Publication Citation

63 Federal Communications Law Journal 141 (2010)

Abstract

There has been considerable scholarship exploring the need to breathe deliberative life back into the localism standard by requiring broadcasters to include more meaningful local news and public affairs programming, pursuant to the public interest obligations imposed on radio licensees. There has been little scholarly attention, if any, however given to broadening understandings of localism to include music and popular cultural expression for the purpose of furthering deliberative discourse in particular, rather than solely for entertainment purposes. This Article focuses on a particular moment in radio and America's cultural history that was rife with struggles over constructions of identity, and with contests over meaning between dominant ideological frameworks and voices of subversion that challenged these dominant normative understandings, all within a very commercialized, corporately controlled media environment.
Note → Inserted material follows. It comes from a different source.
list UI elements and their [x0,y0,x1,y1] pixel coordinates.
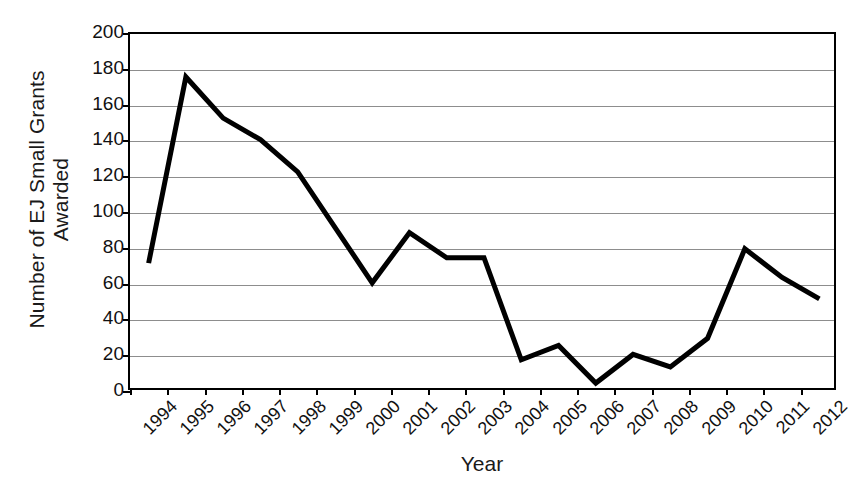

Specifically, this Article focuses on the rise of rock and roll on commercial radio and of the White rock and roll disc jockey, who came to represent the pulse of the historically marginalized (pre-World War II), White American youth. By exploring this snapshot in history of radio's subaltern past via the playing of rock and roll by radio disc jockeys on White radio, at a time when the nation's radio air waves, like the larger society, were racially segregated, and during what some have defined as the long progression into America's Cultural Revolution, this Article builds on the scholarship of others that have considered radio's influence on popular culture, discursive democracy, and the struggles over constructions of identity. This Article expands upon such analysis, however, by exploring the law's role, specifically, FCC localism rules and policies in effect at that time, in this contest over meaning and the deliberative process: a role that must be taken into account as the FCC, Congress, and the courts reconsider current media policy in light of the public outcry over the lack of diverse content on the nation's radio airwaves.